Chapter 8 The Logics of Vulnerability
Challenging the Ungrievable Différance of the Other in Tabish Khair’s Just Another Jihadi Jane (2016)
Abstract
Tabish Khair’s Just Another Jihadi Jane (2014) explores the global phenomenon of female suicide bombers after the emergence of Islamic State of Iraq and Syria and the international reconfiguration of geopolitical power after 9/11. Khair tells the story of Jamilla and Ameena, two British teenage girls of South Asian Muslim descent who decide to join Islamic State in their search for their religious ideal of Islamic truth and their impending need for belonging and recognition. This chapter analyzes the multi-dimensional complexity of vulnerability exposed both in the story thematization and in the narrative mode of fictional testimony (Ganteau 2015). Firstly, it describes the story emplotment vertebrated along two different axes: the socioeconomic and cultural context that articulates vulnerability as precarity (Butler 2004; 2009) and the conditions of the precariat (Standing 2011); and female vulnerability to oppression and patriarchal violence after the girls move to Syria. Secondly, this chapter investigates the materiality of the narrative medium of fictional testimony as a precarious yet creative vehicle to expose vulnerability. Ultimately, this chapter contends that Khair’s story and narrative form particularize the stereotyped jihadi Jane, shattering to pieces the sociopolitical ungrievability imposed on their différance (Derrida 1968) and their wasted lives (Bauman 2004).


Each line with the word "legend" must appear in the answer, copied from the records.

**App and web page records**
^^^^
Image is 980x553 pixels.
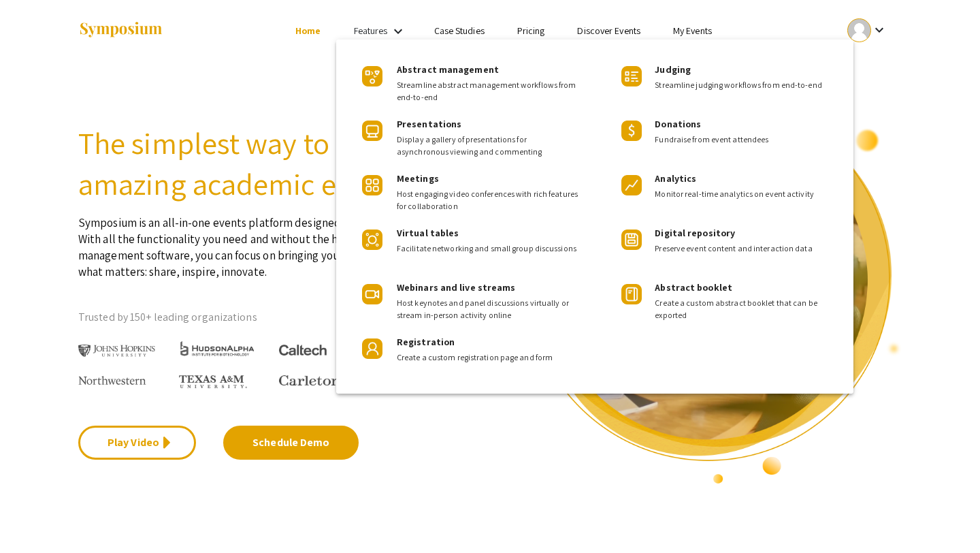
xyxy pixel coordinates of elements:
span: Facilitate networking and small group discussions [397,242,580,255]
span: Registration [397,336,455,348]
img: Product Icon [622,121,642,141]
span: Abstract booklet [655,282,733,293]
span: Streamline judging workflows from end-to-end [655,79,833,91]
span: Digital repository [655,227,735,239]
span: Fundraise from event attendees [655,133,833,146]
span: Streamline abstract management workflows from end-to-end [397,79,580,104]
img: Product Icon [362,230,383,250]
span: Create a custom abstract booklet that can be exported [655,297,833,322]
span: Judging [655,64,691,75]
span: Webinars and live streams [397,282,516,293]
span: Host keynotes and panel discussions virtually or stream in-person activity online [397,297,580,322]
span: Create a custom registration page and form [397,351,580,364]
img: Product Icon [622,230,642,250]
span: Analytics [655,173,696,184]
img: Product Icon [622,284,642,304]
img: Product Icon [362,66,383,86]
img: Product Icon [622,66,642,86]
span: Donations [655,118,701,130]
img: Product Icon [362,121,383,141]
img: Product Icon [362,339,383,359]
span: Presentations [397,118,462,130]
img: Product Icon [362,284,383,304]
span: Virtual tables [397,227,459,239]
span: Display a gallery of presentations for asynchronous viewing and commenting [397,133,580,158]
img: Product Icon [622,175,642,195]
span: Abstract management [397,64,499,75]
span: Host engaging video conferences with rich features for collaboration [397,188,580,213]
img: Product Icon [362,175,383,195]
span: Preserve event content and interaction data [655,242,833,255]
span: Meetings [397,173,439,184]
span: Monitor real-time analytics on event activity [655,188,833,200]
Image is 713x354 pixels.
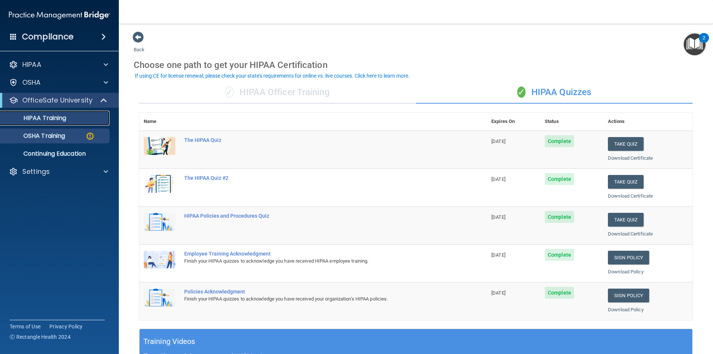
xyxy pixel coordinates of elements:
[540,113,603,131] th: Status
[5,150,106,157] p: Continuing Education
[491,214,505,220] span: [DATE]
[608,231,653,237] a: Download Certificate
[134,72,411,79] button: If using CE for license renewal, please check your state's requirements for online vs. live cours...
[416,81,692,104] div: HIPAA Quizzes
[603,113,692,131] th: Actions
[139,81,416,104] div: HIPAA Officer Training
[684,33,705,55] button: Open Resource Center, 2 new notifications
[608,137,643,151] button: Take Quiz
[702,38,705,48] div: 2
[491,176,505,182] span: [DATE]
[134,38,144,52] a: Back
[22,60,41,69] p: HIPAA
[491,252,505,258] span: [DATE]
[184,257,450,265] div: Finish your HIPAA quizzes to acknowledge you have received HIPAA employee training.
[5,132,65,140] p: OSHA Training
[139,113,180,131] th: Name
[545,287,574,299] span: Complete
[9,96,108,105] a: OfficeSafe University
[225,87,234,98] span: ✓
[608,288,649,302] a: Sign Policy
[487,113,540,131] th: Expires On
[584,301,704,331] iframe: Drift Widget Chat Controller
[134,54,698,76] div: Choose one path to get your HIPAA Certification
[184,294,450,303] div: Finish your HIPAA quizzes to acknowledge you have received your organization’s HIPAA policies.
[184,251,450,257] div: Employee Training Acknowledgment
[608,155,653,161] a: Download Certificate
[5,114,66,122] p: HIPAA Training
[608,213,643,226] button: Take Quiz
[608,175,643,189] button: Take Quiz
[9,60,108,69] a: HIPAA
[545,211,574,223] span: Complete
[22,32,74,42] h4: Compliance
[10,323,40,330] a: Terms of Use
[184,213,450,219] div: HIPAA Policies and Procedures Quiz
[49,323,83,330] a: Privacy Policy
[22,78,41,87] p: OSHA
[9,78,108,87] a: OSHA
[22,96,92,105] p: OfficeSafe University
[608,269,643,274] a: Download Policy
[9,8,110,23] img: PMB logo
[22,167,50,176] p: Settings
[545,249,574,261] span: Complete
[608,251,649,264] a: Sign Policy
[491,290,505,296] span: [DATE]
[184,175,450,181] div: The HIPAA Quiz #2
[608,193,653,199] a: Download Certificate
[85,131,95,141] img: warning-circle.0cc9ac19.png
[184,288,450,294] div: Policies Acknowledgment
[10,333,71,340] span: Ⓒ Rectangle Health 2024
[545,135,574,147] span: Complete
[545,173,574,185] span: Complete
[9,167,108,176] a: Settings
[184,137,450,143] div: The HIPAA Quiz
[517,87,525,98] span: ✓
[491,138,505,144] span: [DATE]
[143,335,195,348] h5: Training Videos
[135,73,410,78] div: If using CE for license renewal, please check your state's requirements for online vs. live cours...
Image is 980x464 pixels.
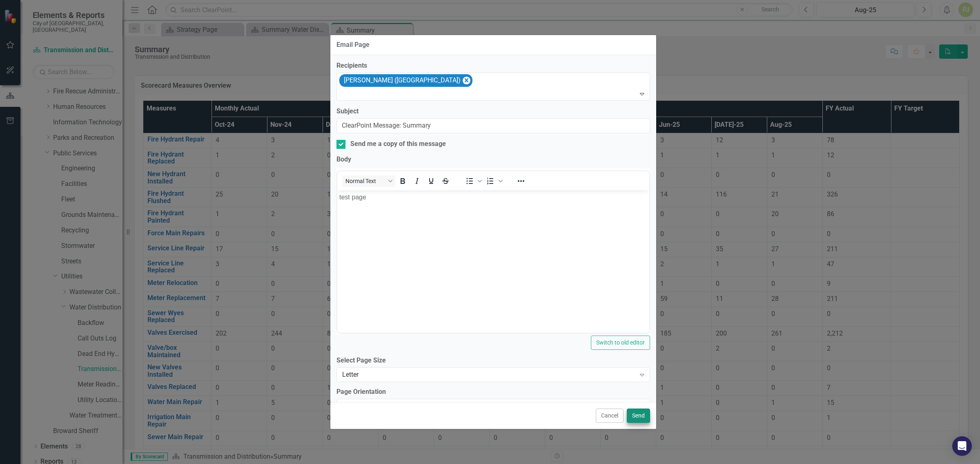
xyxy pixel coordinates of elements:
button: Underline [424,175,438,187]
div: Numbered list [483,175,503,187]
button: Cancel [595,409,623,423]
label: Subject [337,107,649,116]
iframe: Rich Text Area [337,191,649,332]
span: Normal Text [345,178,386,184]
label: Body [337,155,649,164]
div: Send me a copy of this message [350,140,446,148]
button: Block Normal Text [342,175,396,187]
div: [PERSON_NAME] ([GEOGRAPHIC_DATA]) [341,75,461,87]
div: Letter [342,370,636,379]
div: Bullet list [462,175,482,187]
div: Open Intercom Messenger [951,436,971,456]
button: Reveal or hide additional toolbar items [514,175,527,187]
button: Switch to old editor [590,335,649,350]
div: Remove Paul Johnson (UT) [462,77,470,85]
div: Email Page [337,41,369,48]
label: Recipients [337,61,649,71]
button: Bold [396,175,409,187]
button: Italic [409,175,423,187]
button: Send [627,409,649,423]
label: Select Page Size [337,356,649,366]
label: Page Orientation [337,387,649,397]
div: Landscape [342,401,636,411]
button: Strikethrough [438,175,452,187]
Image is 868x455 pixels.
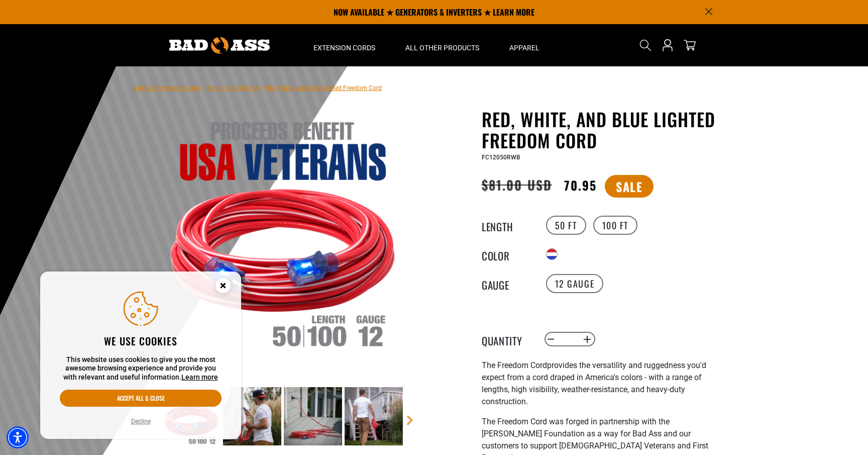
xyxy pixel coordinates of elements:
span: All Other Products [405,43,479,53]
span: › [203,85,205,91]
span: 70.95 [564,176,597,194]
a: Return to Collection [207,85,260,91]
legend: Gauge [481,277,532,290]
img: Bad Ass Extension Cords [169,38,270,54]
span: provides the versatility and ruggedness you'd expect from a cord draped in America's colors - wit... [481,360,706,406]
summary: Extension Cords [299,24,390,66]
span: FC12050RWB [481,153,520,161]
p: This website uses cookies to give you the most awesome browsing experience and provide you with r... [60,355,222,382]
legend: Color [481,248,532,261]
label: Quantity [481,333,532,346]
aside: Cookie Consent [40,271,241,439]
a: Bad Ass Extension Cords [132,85,200,91]
h2: We use cookies [60,334,222,347]
s: $81.00 USD [481,175,552,194]
div: Accessibility Menu [7,426,29,448]
a: This website uses cookies to give you the most awesome browsing experience and provide you with r... [181,373,218,381]
summary: Apparel [494,24,554,66]
p: The Freedom Cord [481,359,728,407]
summary: Search [638,38,653,53]
span: Extension Cords [314,43,375,53]
button: Decline [128,416,153,426]
span: Apparel [509,43,539,53]
nav: breadcrumbs [132,81,382,93]
span: Sale [605,175,653,197]
span: Red, White, and Blue Lighted Freedom Cord [266,85,382,91]
a: Next [405,415,415,425]
legend: Length [481,218,532,232]
label: 50 FT [546,216,586,235]
button: Accept all & close [60,390,222,407]
span: › [262,85,264,91]
label: 100 FT [593,216,638,235]
summary: All Other Products [390,24,494,66]
h1: Red, White, and Blue Lighted Freedom Cord [481,108,728,151]
label: 12 Gauge [546,274,603,293]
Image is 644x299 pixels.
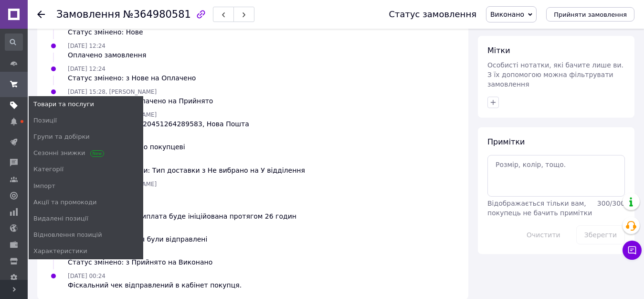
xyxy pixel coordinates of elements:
a: Акції та промокоди [29,194,143,210]
span: Товари та послуги [33,100,94,108]
div: Оплачено замовлення [68,50,146,60]
span: Примітки [487,137,525,147]
span: Відновлення позицій [33,230,102,239]
span: Виконано [490,11,525,18]
span: Імпорт [33,182,56,190]
div: Змінено дані доставки: Тип доставки з Не вибрано на У відділення [68,166,305,175]
span: Сезонні знижки [33,149,102,157]
span: Замовлення [56,8,120,20]
span: Видалені позиції [33,214,88,222]
span: №364980581 [123,8,191,20]
div: Статус змінено: Нове [68,28,143,37]
span: Прийняти замовлення [554,11,627,18]
a: Сезонні знижки [29,145,143,161]
a: Характеристики [29,243,143,259]
div: Створено/додано ЕН 20451264289583, Нова Пошта [68,119,249,129]
span: Відображається тільки вам, покупець не бачить примітки [487,199,592,216]
a: Категорії [29,161,143,178]
div: Посилка отримана, виплата буде ініційована протягом 26 годин [68,211,296,221]
span: Характеристики [33,246,87,255]
div: Статус замовлення [389,10,477,19]
span: [DATE] 15:28, [PERSON_NAME] [68,89,157,95]
span: Позиції [33,116,57,125]
div: Повернутися назад [37,10,45,19]
div: Статус змінено: з Прийнято на Виконано [68,257,213,267]
span: Акції та промокоди [33,198,96,206]
div: Статус змінено: з Нове на Оплачено [68,73,196,83]
a: Позиції [29,112,143,129]
span: Категорії [33,165,63,173]
span: 300 / 300 [597,199,625,207]
span: [DATE] 12:24 [68,42,106,49]
span: Особисті нотатки, які бачите лише ви. З їх допомогою можна фільтрувати замовлення [487,61,624,88]
button: Прийняти замовлення [546,7,634,22]
a: Видалені позиції [29,210,143,227]
a: Групи та добірки [29,129,143,145]
span: Групи та добірки [33,132,90,141]
a: Відновлення позицій [29,227,143,243]
span: [DATE] 00:24 [68,273,106,279]
a: Імпорт [29,178,143,194]
span: Мітки [487,46,510,55]
span: [DATE] 12:24 [68,66,106,72]
div: Фіскальний чек відправлений в кабінет покупця. [68,280,241,289]
button: Чат з покупцем [622,240,642,260]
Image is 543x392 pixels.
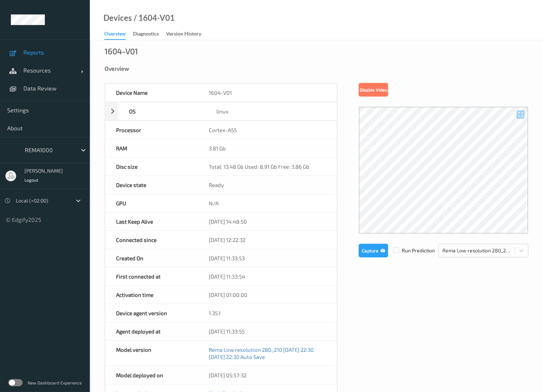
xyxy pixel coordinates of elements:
[209,347,314,360] a: Rema Low resolution 280_210 [DATE] 22:30 [DATE] 22:30 Auto Save
[198,139,337,157] div: 3.81 Gb
[105,121,198,139] div: Processor
[105,231,198,249] div: Connected since
[105,139,198,157] div: RAM
[133,30,159,39] div: Diagnostics
[359,83,388,97] button: Disable Video
[132,14,175,21] div: / 1604-V01
[105,83,198,102] div: Device Name
[198,121,337,139] div: Cortex-A55
[198,157,337,176] div: Total: 13.48 Gb Used: 8.91 Gb Free: 3.86 Gb
[105,323,198,341] div: Agent deployed at
[133,29,166,39] a: Diagnostics
[105,304,198,322] div: Device agent version
[105,341,198,366] div: Model version
[104,14,132,21] a: Devices
[105,30,126,40] div: Overview
[198,249,337,267] div: [DATE] 11:33:53
[166,30,201,39] div: Version History
[105,48,138,55] div: 1604-V01
[105,249,198,267] div: Created On
[198,195,337,212] div: N/A
[105,65,528,72] div: Overview
[198,268,337,285] div: [DATE] 11:33:54
[198,286,337,304] div: [DATE] 01:00:00
[118,102,205,120] div: OS
[166,29,208,39] a: Version History
[198,231,337,249] div: [DATE] 12:22:32
[105,157,198,176] div: Disc size
[198,83,337,102] div: 1604-V01
[198,304,337,322] div: 1.35.1
[205,102,337,120] div: linux
[105,176,198,194] div: Device state
[198,176,337,194] div: Ready
[359,244,388,257] button: Capture
[105,268,198,285] div: First connected at
[105,286,198,304] div: Activation time
[105,195,198,212] div: GPU
[198,213,337,230] div: [DATE] 14:48:50
[105,102,337,121] div: OSlinux
[105,213,198,230] div: Last Keep Alive
[105,366,198,384] div: Model deployed on
[198,323,337,341] div: [DATE] 11:33:55
[105,29,133,40] a: Overview
[388,247,435,254] span: Run Prediction
[198,366,337,384] div: [DATE] 05:57:32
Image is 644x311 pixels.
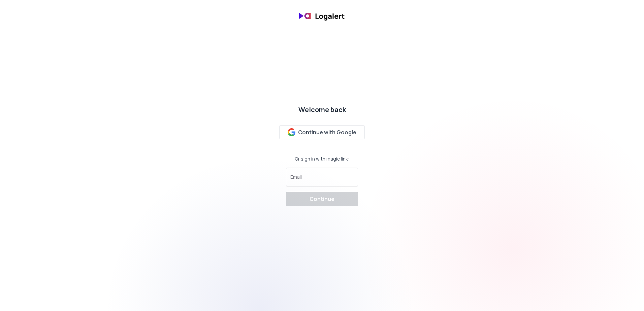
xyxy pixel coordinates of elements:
[298,105,346,114] div: Welcome back
[290,177,354,184] input: Email
[286,192,358,206] button: Continue
[295,8,349,24] img: banner logo
[288,128,357,136] div: Continue with Google
[309,195,335,203] div: Continue
[279,125,365,140] button: Continue with Google
[295,156,349,162] div: Or sign in with magic link:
^^^^
**Answer to this problem**
legend: Gauge [481,277,532,290]
legend: Color [481,248,532,261]
legend: Length [481,218,532,232]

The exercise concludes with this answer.